Tuesday, February 22, 2011

Super Bowl: great moments in television advertising | Richard Adams

Hugely expensive and often more memorable than the game, watch some of the best ads to debut during the Super Bowl

1) Super Bowl XVIII: Apple ? 1984

This high concept ad by Apple regularly tops polls of most memorable and most effective TV ads, so much so that it's sometimes forgotten that it debuted during the otherwise unmemorable 1984 demolition of the Washington Redskins by the (then) Los Angeles Raiders.

Directed by Blade Runner director Ridley Scott, it remains quite unlike the majority of Super Bowl ads, which tend towards the jokey and informal. Marrying the year 1984 with an Orwellian theme, it implicated IBM as Big Brother challenged by the individuality of the Apple Macintosh personal computer. (IBM's advertising slogan was the more sinister "Nobody ever got fired for buying IBM".) Most recently it was the subject of a mash-up by a supporter of Barack Obama's bid to win the Democratic nomination in 2008, brutally summing up fears of Hillary Clinton's candidacy.

2) Super Bowl III: Mott's ? Clamato

The archetype of the Super Bowl ad dates back to 1969 ? the year that Joe Namath and the New York Jets injected some glamour into the Super Bowl by beating the Baltimore Colts (as it was then).

Here Mott's uses mildly off-beat humour to promote its combination of tomato juice and clam broth, in a style repeated endlessly by Super Bowl ads ever since. Today, though, the images shown of laboratory-grown "Frankenfood" would hardly be seen as a selling point. Mott's is still in business ? but it is still best known for its apple sauce.

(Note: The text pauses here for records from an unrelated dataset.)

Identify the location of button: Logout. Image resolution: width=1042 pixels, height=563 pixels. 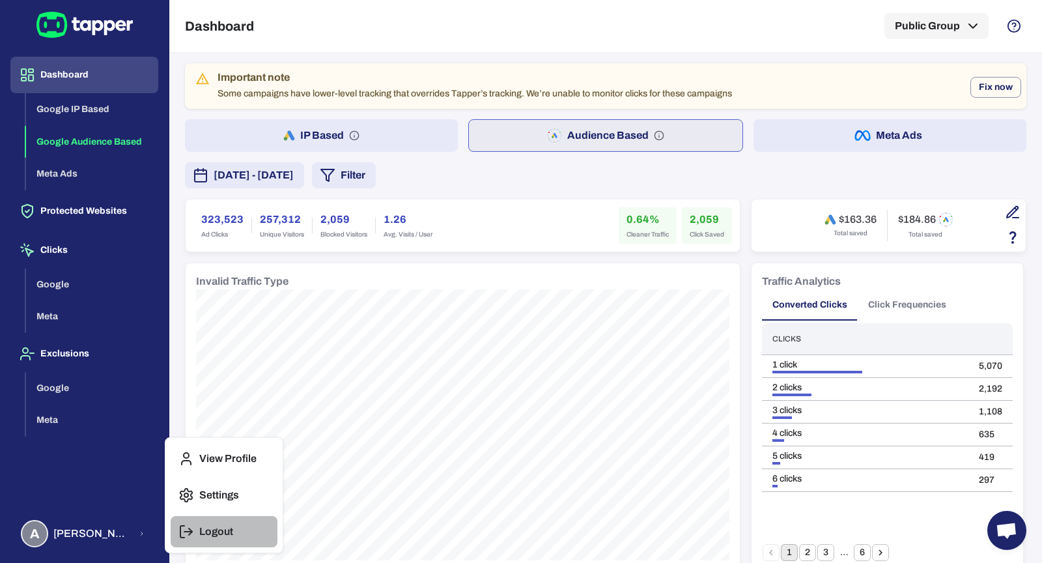
(224, 531).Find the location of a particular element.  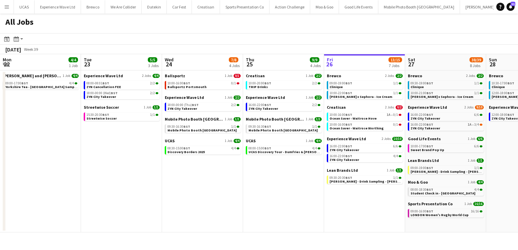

3) Super Bowl XXIX: Budweiser ? Frogs

Another member of the Super Bowl advertising hall of fame, Budweiser's croaking frogs rescued America from the tedium of the Miller Lite ads of the 1980s. Debuting during the 49ers versus Chargers pointsfest of 1995, won by Steve Young's arm for San Francisco, this was funny, clever and instantly memorable. The frogs also helped rehabilitate Budweiser's image from being a drink for old men. It didn't make the beer taste any better, though. And it did eventually give birth to Budweiser's "Wassup?" commercials, possibly the most annoying ads in the history of the US advertising ? a title for which there is substantial competition.

4) Super Bowl XLIII: Hulu ? Alec in Huluwood

Among the best ads in recent years, this spot for online TV library Hulu has Alec Baldwin perfectly reprising his 30 Rock character as a demented television executive. It's hard to imagine anyone other than Baldwin making it work, but he carries it off with panache. As Jack Donaghy would say: "The Italians have a saying, 'Keep your friends close and your enemies closer.' And, although they've never won a war or mass-produced a decent car, in this area they are correct."

The game itself was a low-key thriller won by the Steelers over the Cardinals, lacking the excitement of the previous year's underdog triumph by the Giants.

5) Super Bowl X: Xerox ? Monks

A little slow-moving for modern tastes, this 1976 ad cut the template for narrative-style ads and has been frequently imitated down the years. More importantly it set the scene for using the Super Bowl to launch an unfamiliar high tech product on a mass audience ? in this case the revolutionary Xerox 9200 duplicator. Contrasting the modern efficiency of the Xerox copier with the ancient technology of the Dark Ages was cute, as is the "It's a miracle!" ending. In 1976 it really was a miracle.

The game itself was a classic: the Pittsburg Steelers, led by Lynn Swann, holding off the Cowboys quarterbacked by the great Roger Staubach ? thanks to a dramatic last-minute interception in the Steelers' endzone.

6) Super Bowl XXXIV: Pets.com - If you leave me now

Proof that a great ad and Super Bowl exposure isn't enough to save a flailing concept, this spot for Pets.com was the end result of the excesses of the dotcom bubble. Pets.com was an online start-up supplying pet products online ? those where the days ? and had cash to burn as investors clambered onboard. And burn it they did, with Pets.com just one of many dotcoms fighting for exposure in 2000.

The dotcom bubble deflated a few months later, Pets.com collapsed with it ? and this is about all that is left. Indeed, that backstory is more memorable than the actual game, in which the Tennessee Titans ineptly lost to a less-than-stellar St Louis Rams.

7) Super Bowl XLII: Etrade ? Baby

A cracker of a game and a cracker of a commercial: quirky, arresting and funny while making exactly the point its client wants it to make, that using its product is easy. Probably one of the most effective Super Bowl-debuting ads of all time, it has proved hard for rivals to imitate.

As mentioned above, in the 2008 Super Bowl the New York Giants caused an upset against the unbeaten New England Patriots in a classic Super Bowl shocker. Somehow, Etrade's smart baby and Eli Manning's quick thinking complimented each other neatly.